Brief:
In the entries that follow, the line with "In order to click on info-bar" opens the range and the line with "This screenshot has width=595, height=364." closes it; repeat that range exactly, both lines included.
---------- Task material
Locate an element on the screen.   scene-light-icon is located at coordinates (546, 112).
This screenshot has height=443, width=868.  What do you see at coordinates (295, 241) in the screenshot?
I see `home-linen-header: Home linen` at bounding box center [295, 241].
--------------------
---------- Task material
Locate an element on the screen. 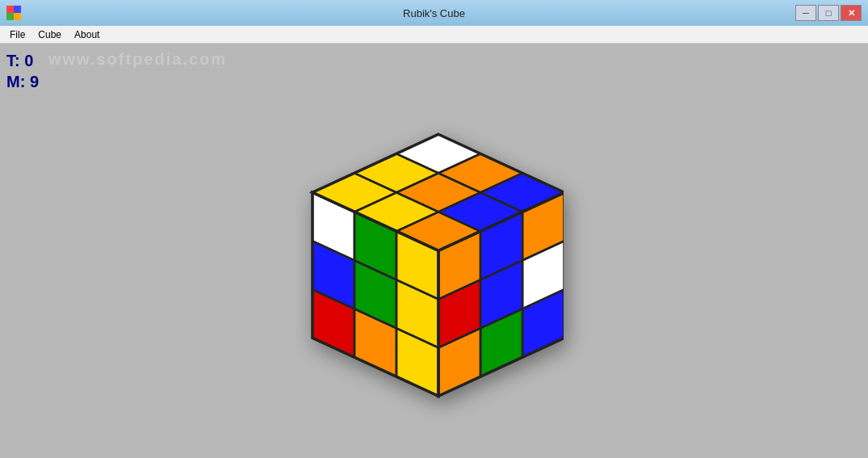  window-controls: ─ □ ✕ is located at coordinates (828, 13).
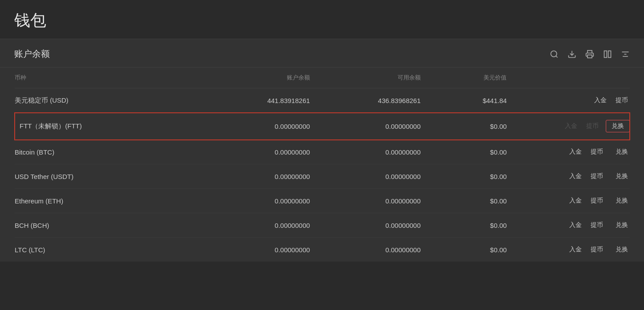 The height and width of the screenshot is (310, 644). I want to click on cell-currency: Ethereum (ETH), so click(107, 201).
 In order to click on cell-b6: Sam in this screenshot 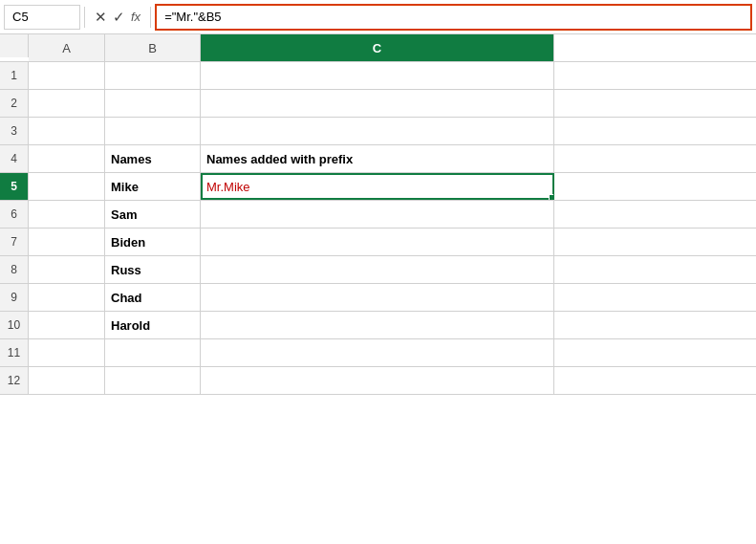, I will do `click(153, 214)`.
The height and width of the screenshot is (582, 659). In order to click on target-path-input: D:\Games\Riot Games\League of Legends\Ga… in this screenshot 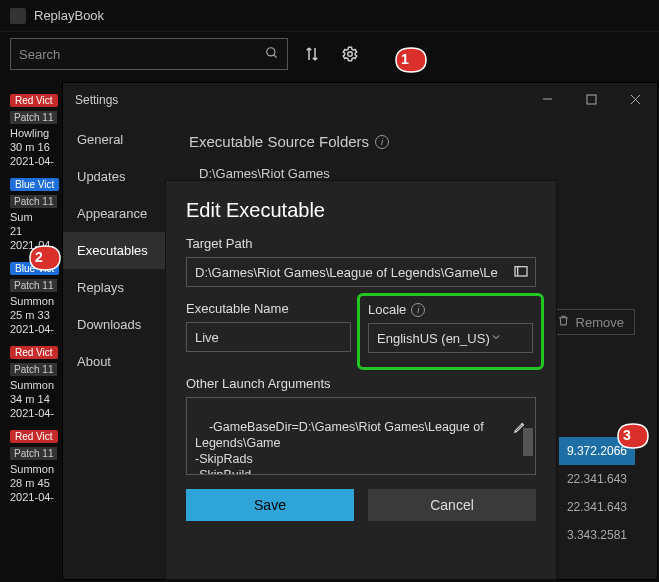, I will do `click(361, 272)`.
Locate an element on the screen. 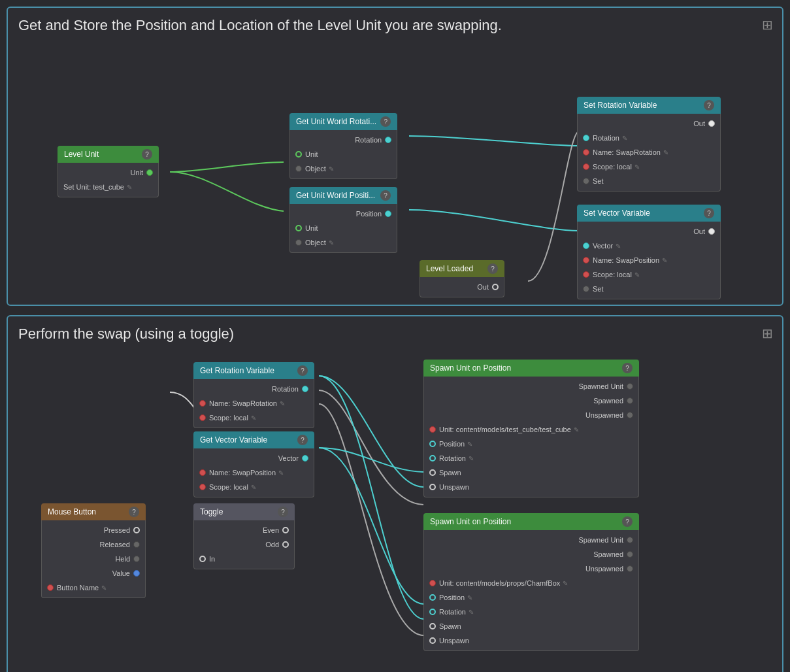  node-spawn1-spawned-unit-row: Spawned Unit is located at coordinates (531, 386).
--------------------
---------- Task material
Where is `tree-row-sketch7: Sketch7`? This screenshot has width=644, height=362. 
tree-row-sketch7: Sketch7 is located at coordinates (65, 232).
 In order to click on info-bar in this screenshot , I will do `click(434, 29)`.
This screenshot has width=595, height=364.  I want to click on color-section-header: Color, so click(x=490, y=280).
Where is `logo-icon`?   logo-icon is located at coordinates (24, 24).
--------------------
Solution to the exercise:
 In order to click on info-bar in this screenshot , I will do `click(434, 29)`.
This screenshot has width=595, height=364.  I want to click on color-section-header: Color, so click(x=490, y=280).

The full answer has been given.